That’s another reason for increasing minimum wages, as they try to do.
That’s another reason for increasing minimum wages, as they try to do.
Actually, 90% income tax for the top incomes was common in western countries in the 50s.
400’000€ yearly income is not middle class. It is roughly the top 1%. Are you maybe mistaking property for income?
I would have preferred taxing on property instead of income, but as long as interests and profits and other benefits are part of income, it sounds reasonable to me.
Maybe they should ban trowing away your trash instead.
Capitalist perfection: you are paid for cycling, don’t do anything else!
One example for self documenting code is typing. If you use a language which enforces (or at least allows, as in Python 3.8+) strong typing and you use types pro actively, this is better than documentation, because it can be read and worked with by the compiler or interpreter. In contrast to documenting types, the compiler (or interpreter) will enforce that code meaning and type specification will not diverge. This includes explicitly marking parameters/arguments and return types as optional if they are.
I think no reasonable software developer should work without enforced type safety unless working with pure assembler languages. Any (higher) language which does not allow enforcing strong typing is terrible.
I have worked on larger older projects. The more comments you have, the larger the chance that code and comment diverge. Often, code is being changed/adapted/fixed, but the comments are not. If you read the comments then, your understanding of what the code does or should do gets wrong, leading you on a wrong path. This is why I prefer to have rather less comments. Most of the code is self a explanatory, if you properly name your variables, functions and whatever else you are working with.
Same question on reddit a while ago
As suggested there, I recommend to use a multimeter to identify the power socket pins. Roughly half of them should be ground. Most or all of them should correspond and be connected to the SATA power connector pins on the other side.
+1 on that. The User’s guide of a similar device (source) mentions a 10-pin CPLD connector Reserved for IBM use
Therefore they need ventilators
Wow, that’s an impressive list of amateur tanks. Do they also sell real cars in the US? (Rhetorical question)
I guess this is not because of how good the “AI” is, but because it automatically gets note resources than any human player.
Syncthing on Android has an option to only sync when on AC battery. The PC client might have a similar option. If not, you could probably configure something similar via systemd or udev under Linux.
I don’t think syncthing has proper means to synchronize contacts or anything else that’s not file-based though.
I use syncthing and prefer it for synchronizing files between my devices.
You watched “Ender’s Game” and sided with the humans (almost) annihilating an intelligent species.
It depends a lot on how the story is told.
Does the add-on work the same way in Chrome? Or does Google break it in a way similar to uBlock Origin with the WebExtensions v3 update?
Is this all true for addons available from Mozilla’s add-on site?
PS: Mozilla had to limit installing addons because lots of companies installed malicious addons into browsers of their users, often without knowledge or informed consent of their users.
Once again, it’s mostly about the money
Do you have evidence or is this pure speculation?
How and why should Mozilla get money from Russia? Isn’t it more plausible if Russia were blackmailing Mozilla?
With ”there is a VPN in F-Droid", do you happen to refer to Netguard? https://lemmy.sdf.org/comment/11993547
Netguard is a FOSS Android app which kinda works like a firewall. You can allow/block network access on a per-application basis. You can limit access e.g. on WiFi or on mobile etc. It also supports blocklists, supplementing your ad blocker.
To the Android OS, Netguard acts as if it were a VPN.
Limitations:
The app is very stable, I have been using it for about 5 years without problems. For most use cases it is fire-and-forget, i.e. I rarely open the app any more.
Lots of places in France are so remote and sparsely populated that public transport does not work there, at least not yet. It may or may not work once autonomous vehicles are fit for rural areas, but this may take a while.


◆ The problem ◆
Scan the entries below and tally the lines that include "elements". Return nothing but the tally.

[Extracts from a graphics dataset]

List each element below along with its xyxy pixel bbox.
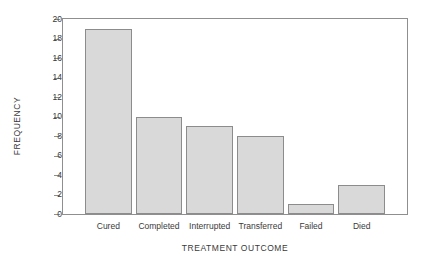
y-tick-label: 14	[22, 73, 62, 82]
x-tick-label-failed: Failed	[286, 220, 337, 232]
x-axis-tick-labels: CuredCompletedInterruptedTransferredFail…	[63, 220, 407, 234]
x-tick-label-cured: Cured	[83, 220, 134, 232]
bar-completed[interactable]	[136, 117, 183, 215]
bars-container	[63, 19, 407, 214]
y-axis-ticks: 02468101214161820	[8, 18, 62, 215]
y-tick-label: 16	[22, 54, 62, 63]
x-tick-label-completed: Completed	[134, 220, 185, 232]
y-tick-label: 2	[22, 190, 62, 199]
bar-chart-figure: FREQUENCY 02468101214161820 CuredComplet…	[0, 0, 424, 268]
y-tick-label: 10	[22, 112, 62, 121]
y-tick-label: 20	[22, 15, 62, 24]
x-tick-label-died: Died	[336, 220, 387, 232]
x-tick-label-interrupted: Interrupted	[184, 220, 235, 232]
bar-failed[interactable]	[288, 204, 335, 214]
y-tick-label: 8	[22, 132, 62, 141]
y-tick-label: 12	[22, 93, 62, 102]
x-axis-title: TREATMENT OUTCOME	[62, 243, 408, 253]
y-tick-label: 6	[22, 151, 62, 160]
bar-died[interactable]	[338, 185, 385, 214]
bar-interrupted[interactable]	[186, 126, 233, 214]
y-tick-label: 18	[22, 34, 62, 43]
x-tick-label-transferred: Transferred	[235, 220, 286, 232]
bar-cured[interactable]	[85, 29, 132, 214]
y-tick-label: 4	[22, 171, 62, 180]
bar-transferred[interactable]	[237, 136, 284, 214]
y-tick-label: 0	[22, 210, 62, 219]
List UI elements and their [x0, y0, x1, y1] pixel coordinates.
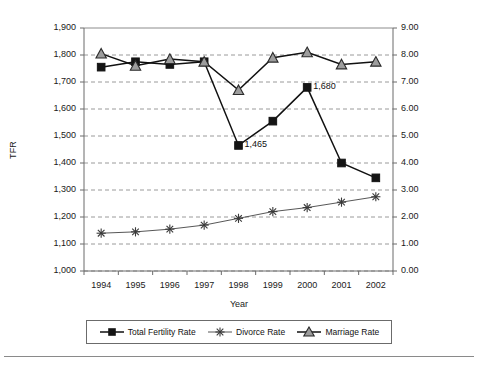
y-tick-label-left: 1,500: [32, 130, 76, 140]
legend-label: Marriage Rate: [325, 327, 379, 337]
data-point-label: 1,465: [245, 139, 268, 149]
y-tick-label-left: 1,600: [32, 103, 76, 113]
legend-entry: Divorce Rate: [207, 326, 285, 338]
y-tick-label-right: 9.00: [401, 22, 445, 32]
footer-rule: [4, 356, 474, 357]
y-tick-label-right: 5.00: [401, 130, 445, 140]
legend-entry: Marriage Rate: [296, 326, 379, 338]
y-tick-label-left: 1,700: [32, 76, 76, 86]
y-tick-label-right: 3.00: [401, 184, 445, 194]
legend: Total Fertility RateDivorce RateMarriage…: [86, 320, 392, 344]
legend-asterisk-icon: [207, 326, 233, 338]
y-tick-label-right: 4.00: [401, 157, 445, 167]
y-tick-label-left: 1,300: [32, 184, 76, 194]
chart-figure: TFR Year 1,9001,8001,7001,6001,5001,4001…: [0, 0, 478, 368]
y-tick-label-right: 0.00: [401, 265, 445, 275]
x-tick-label: 2002: [356, 280, 396, 290]
legend-triangle-icon: [296, 326, 322, 338]
legend-label: Total Fertility Rate: [128, 327, 196, 337]
y-tick-label-left: 1,800: [32, 49, 76, 59]
y-tick-label-right: 6.00: [401, 103, 445, 113]
y-tick-label-right: 2.00: [401, 211, 445, 221]
y-tick-label-right: 7.00: [401, 76, 445, 86]
y-tick-label-right: 8.00: [401, 49, 445, 59]
y-tick-label-left: 1,400: [32, 157, 76, 167]
legend-square-icon: [99, 326, 125, 338]
legend-label: Divorce Rate: [236, 327, 285, 337]
y-tick-label-left: 1,200: [32, 211, 76, 221]
y-tick-label-right: 1.00: [401, 238, 445, 248]
y-tick-label-left: 1,100: [32, 238, 76, 248]
y-tick-label-left: 1,000: [32, 265, 76, 275]
data-point-label: 1,680: [313, 81, 336, 91]
legend-entry: Total Fertility Rate: [99, 326, 196, 338]
y-tick-label-left: 1,900: [32, 22, 76, 32]
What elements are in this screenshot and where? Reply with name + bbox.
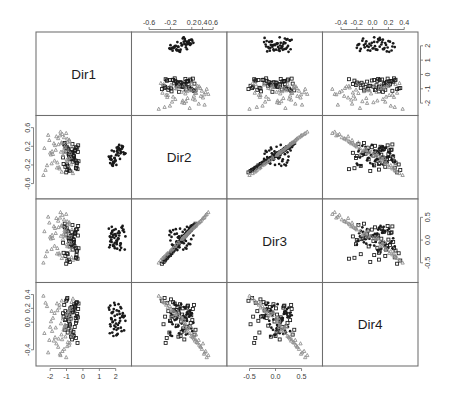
panel-dir2-dir2: Dir2 xyxy=(132,116,228,200)
data-point-group-1 xyxy=(119,317,122,320)
data-point-group-1 xyxy=(121,226,124,229)
tick-label: 0.0 xyxy=(368,18,378,27)
data-point-group-1 xyxy=(275,48,278,51)
data-point-group-1 xyxy=(114,319,117,322)
data-point-group-1 xyxy=(364,42,367,45)
data-point-group-1 xyxy=(276,303,279,306)
panel-border xyxy=(132,32,228,116)
data-point-group-1 xyxy=(376,41,379,44)
data-point-group-1 xyxy=(380,43,383,46)
data-point-group-1 xyxy=(111,331,114,334)
data-point-group-1 xyxy=(118,144,121,147)
data-point-group-1 xyxy=(115,164,118,167)
data-point-group-1 xyxy=(192,234,195,237)
data-point-group-1 xyxy=(186,48,189,51)
tick-label: 0 xyxy=(81,372,85,381)
data-point-group-1 xyxy=(179,48,182,51)
panel-dir1-dir1: Dir1 xyxy=(36,32,132,116)
data-point-group-1 xyxy=(112,308,115,311)
panel-grid: Dir1Dir2Dir3Dir4 xyxy=(36,32,418,366)
data-point-group-1 xyxy=(191,330,194,333)
data-point-group-1 xyxy=(287,50,290,53)
data-point-group-1 xyxy=(123,329,126,332)
panel-dir3-dir4 xyxy=(323,199,419,283)
data-point-group-1 xyxy=(184,228,187,231)
tick-label: 0.6 xyxy=(23,123,32,133)
tick-label: 0.0 xyxy=(23,317,32,327)
data-point-group-1 xyxy=(109,304,112,307)
data-point-group-1 xyxy=(120,246,123,249)
data-point-group-1 xyxy=(289,330,292,333)
data-point-group-1 xyxy=(366,45,369,48)
data-point-group-1 xyxy=(369,49,372,52)
axis-right-row1: 210-1-2 xyxy=(421,44,433,107)
data-point-group-1 xyxy=(111,321,114,324)
data-point-group-1 xyxy=(117,303,120,306)
tick-label: 0.2 xyxy=(383,18,393,27)
tick-label: -0.2 xyxy=(23,159,32,171)
diagonal-label-dir4: Dir4 xyxy=(358,317,383,332)
data-point-group-1 xyxy=(386,46,389,49)
data-point-group-1 xyxy=(289,48,292,51)
data-point-group-1 xyxy=(174,228,177,231)
data-point-group-1 xyxy=(190,238,193,241)
data-point-group-1 xyxy=(118,313,121,316)
data-point-group-1 xyxy=(387,40,390,43)
data-point-group-1 xyxy=(192,41,195,44)
data-point-group-1 xyxy=(176,41,179,44)
data-point-group-1 xyxy=(184,246,187,249)
tick-label: 0.4 xyxy=(399,18,409,27)
data-point-group-1 xyxy=(115,239,118,242)
data-point-group-1 xyxy=(110,238,113,241)
data-point-group-1 xyxy=(112,245,115,248)
data-point-group-1 xyxy=(362,37,365,40)
data-point-group-1 xyxy=(172,229,175,232)
data-point-group-1 xyxy=(170,236,173,239)
tick-label: -0.5 xyxy=(423,257,432,269)
data-point-group-1 xyxy=(169,230,172,233)
data-point-group-1 xyxy=(117,327,120,330)
panel-dir2-dir4 xyxy=(323,116,419,200)
data-point-group-1 xyxy=(390,49,393,52)
panel-dir1-dir4 xyxy=(323,32,419,116)
tick-label: -0.6 xyxy=(143,18,155,27)
data-point-group-1 xyxy=(110,155,113,158)
data-point-group-1 xyxy=(113,233,116,236)
data-point-group-1 xyxy=(280,46,283,49)
data-point-group-1 xyxy=(263,152,266,155)
data-point-group-1 xyxy=(378,45,381,48)
data-point-group-1 xyxy=(117,237,120,240)
data-point-group-1 xyxy=(287,159,290,162)
data-point-group-1 xyxy=(111,236,114,239)
data-point-group-1 xyxy=(266,50,269,53)
data-point-group-1 xyxy=(114,228,117,231)
data-point-group-1 xyxy=(109,158,112,161)
data-point-group-1 xyxy=(268,49,271,52)
data-point-group-1 xyxy=(279,41,282,44)
data-point-group-1 xyxy=(110,226,113,229)
diagonal-label-dir3: Dir3 xyxy=(262,234,287,249)
tick-label: 0.0 xyxy=(423,235,432,245)
data-point-group-1 xyxy=(177,45,180,48)
data-point-group-1 xyxy=(109,244,112,247)
tick-label: 0.2 xyxy=(23,303,32,313)
data-point-group-1 xyxy=(275,145,278,148)
data-point-group-1 xyxy=(111,230,114,233)
data-point-group-1 xyxy=(108,308,111,311)
panel-dir1-dir3 xyxy=(227,32,323,116)
data-point-group-1 xyxy=(373,244,376,247)
panel-dir3-dir1 xyxy=(36,199,132,283)
data-point-group-1 xyxy=(119,326,122,329)
data-point-group-1 xyxy=(173,233,176,236)
data-point-group-1 xyxy=(278,163,281,166)
data-point-group-1 xyxy=(361,226,364,229)
tick-label: -0.4 xyxy=(23,344,32,356)
data-point-group-1 xyxy=(124,152,127,155)
data-point-group-1 xyxy=(388,50,391,53)
data-point-group-1 xyxy=(113,301,116,304)
data-point-group-1 xyxy=(287,45,290,48)
panel-dir2-dir1 xyxy=(36,116,132,200)
data-point-group-1 xyxy=(281,160,284,163)
data-point-group-1 xyxy=(371,47,374,50)
data-point-group-1 xyxy=(278,47,281,50)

◆ Output below ◆
2